* _ASSIGNMENT_
I would like you to return all of the records exactly as they stand.

* _DATA FOR ANALYSIS_

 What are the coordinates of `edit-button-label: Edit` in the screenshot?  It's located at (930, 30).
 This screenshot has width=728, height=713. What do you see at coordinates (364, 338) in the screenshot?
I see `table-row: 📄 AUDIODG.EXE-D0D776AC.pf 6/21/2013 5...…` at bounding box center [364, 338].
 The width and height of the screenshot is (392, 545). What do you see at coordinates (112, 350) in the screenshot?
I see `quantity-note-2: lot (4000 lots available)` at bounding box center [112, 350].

* _RESPONSE FOR THIS EXERCISE_
 What are the coordinates of `edit-button-label: Edit` in the screenshot?  It's located at (930, 30).
 This screenshot has width=728, height=713. What do you see at coordinates (364, 338) in the screenshot?
I see `table-row: 📄 AUDIODG.EXE-D0D776AC.pf 6/21/2013 5...…` at bounding box center [364, 338].
 The width and height of the screenshot is (392, 545). What do you see at coordinates (112, 350) in the screenshot?
I see `quantity-note-2: lot (4000 lots available)` at bounding box center [112, 350].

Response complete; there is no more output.